● INSTRUCTIONS TO FOLLOW
Among the entries that follow, the required portion opens with the line containing "Find the location of a particular element." and closes with the line containing "At what (x,y)". Give that portion again exactly, and nothing else.

[Stored data entries]
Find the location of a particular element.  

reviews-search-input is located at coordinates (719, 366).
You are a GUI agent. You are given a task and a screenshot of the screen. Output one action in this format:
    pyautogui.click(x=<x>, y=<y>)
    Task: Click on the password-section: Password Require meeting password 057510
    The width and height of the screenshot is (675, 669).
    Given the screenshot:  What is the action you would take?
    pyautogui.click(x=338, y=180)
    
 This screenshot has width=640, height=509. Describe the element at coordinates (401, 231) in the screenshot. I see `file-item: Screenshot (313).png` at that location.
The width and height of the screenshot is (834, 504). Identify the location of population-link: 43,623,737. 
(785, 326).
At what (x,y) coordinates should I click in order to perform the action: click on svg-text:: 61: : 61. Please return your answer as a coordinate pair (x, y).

...

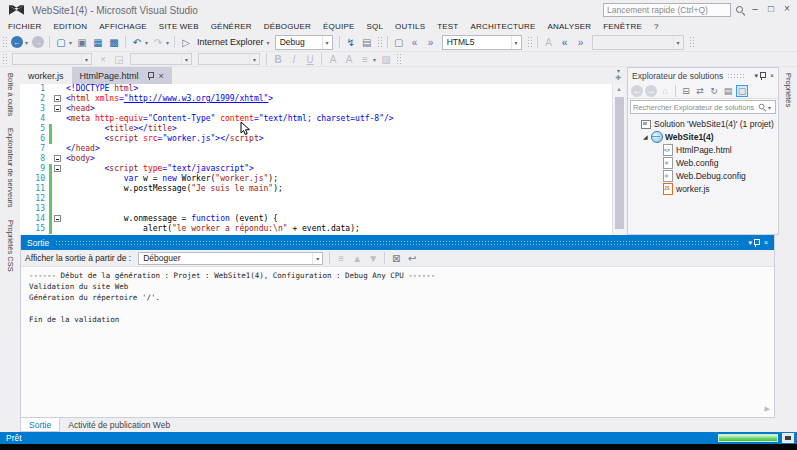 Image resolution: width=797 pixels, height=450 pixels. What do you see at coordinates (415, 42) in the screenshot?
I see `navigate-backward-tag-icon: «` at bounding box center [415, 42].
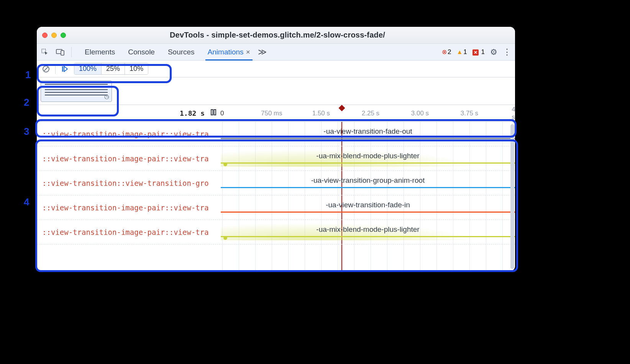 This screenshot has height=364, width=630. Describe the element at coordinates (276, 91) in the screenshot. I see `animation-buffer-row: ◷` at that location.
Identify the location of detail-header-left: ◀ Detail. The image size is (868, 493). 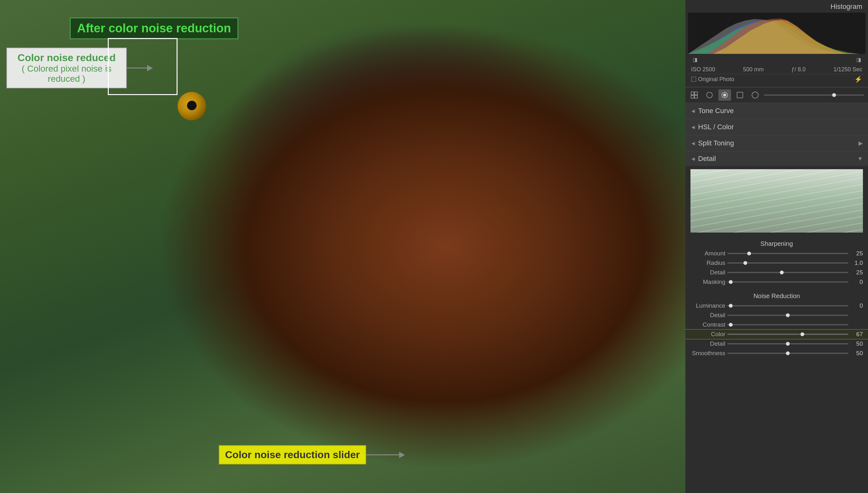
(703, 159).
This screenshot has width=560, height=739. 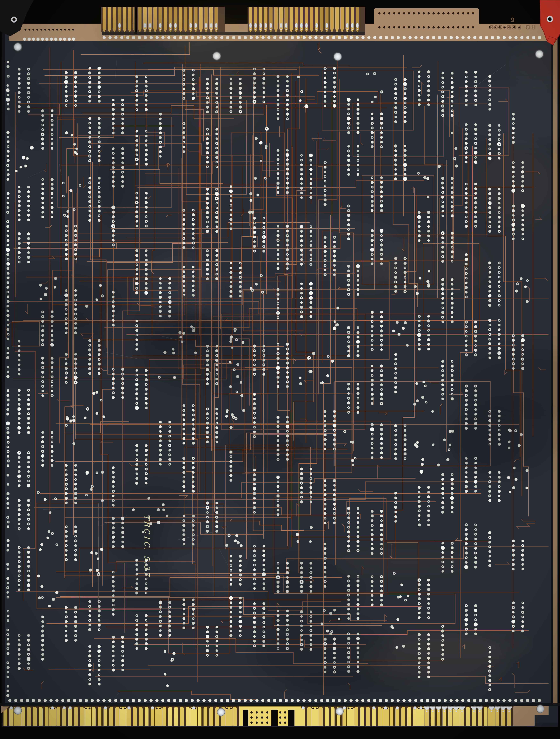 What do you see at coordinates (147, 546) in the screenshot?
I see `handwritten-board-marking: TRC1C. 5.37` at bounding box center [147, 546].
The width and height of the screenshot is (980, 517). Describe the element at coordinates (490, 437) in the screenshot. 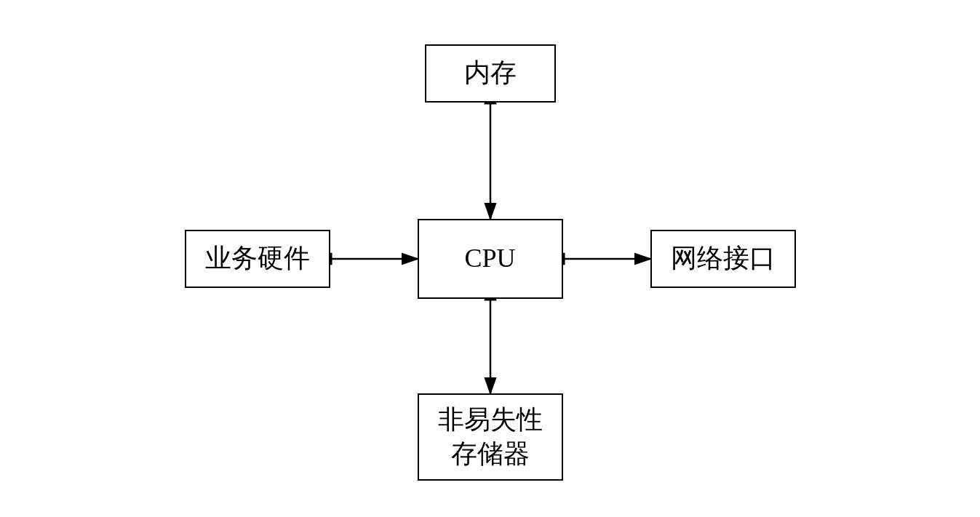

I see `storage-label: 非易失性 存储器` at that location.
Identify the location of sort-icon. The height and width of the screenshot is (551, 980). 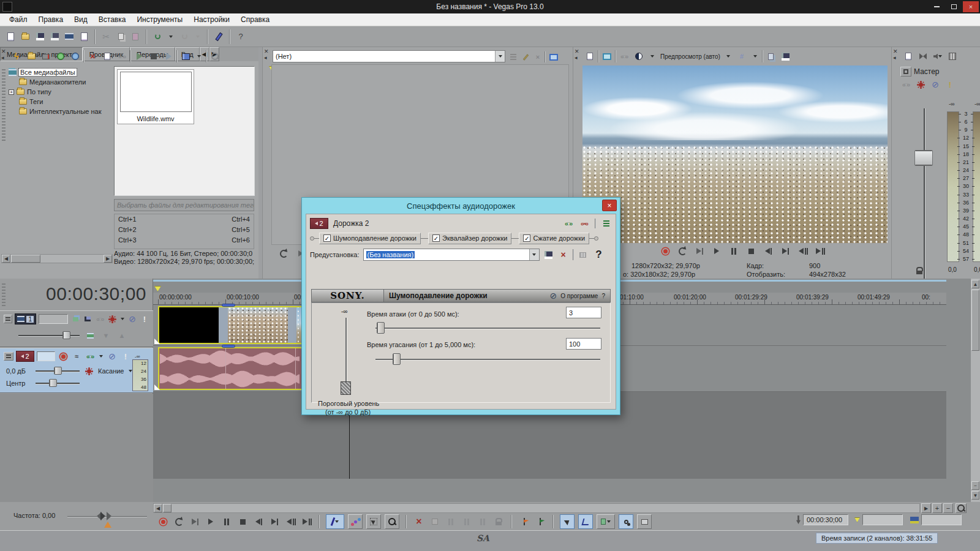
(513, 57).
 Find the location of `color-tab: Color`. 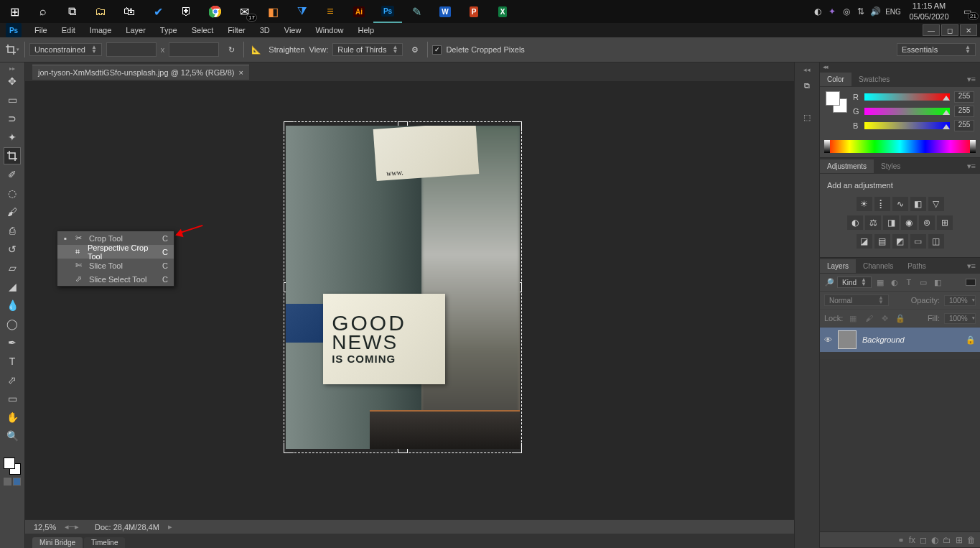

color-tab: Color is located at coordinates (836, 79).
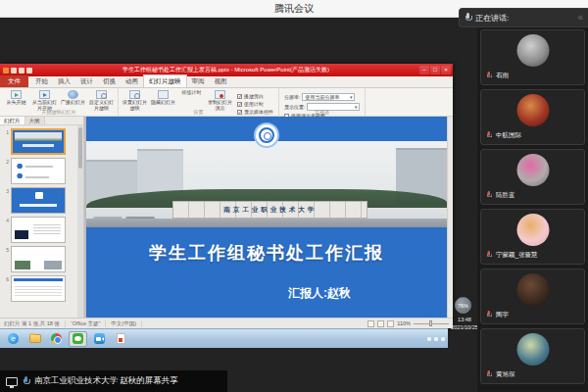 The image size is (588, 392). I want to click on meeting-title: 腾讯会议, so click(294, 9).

● PROBLEM SOLUTION
Find the location of a particular element.  

reviews-search-input is located at coordinates (719, 366).
You are a GUI agent. You are given a task and a screenshot of the screen. Output one action in this format:
    pyautogui.click(x=<x>, y=<y>)
    Task: Click on the password-section: Password Require meeting password 057510
    The width and height of the screenshot is (675, 669).
    Given the screenshot:  What is the action you would take?
    pyautogui.click(x=338, y=180)
    
 This screenshot has width=640, height=509. Describe the element at coordinates (401, 231) in the screenshot. I see `file-item: Screenshot (313).png` at that location.
The width and height of the screenshot is (834, 504). Identify the location of population-link: 43,623,737. 
(785, 326).
At what (x,y) coordinates should I click in order to perform the action: click on svg-text:: 61: : 61. Please return your answer as a coordinate pair (x, y).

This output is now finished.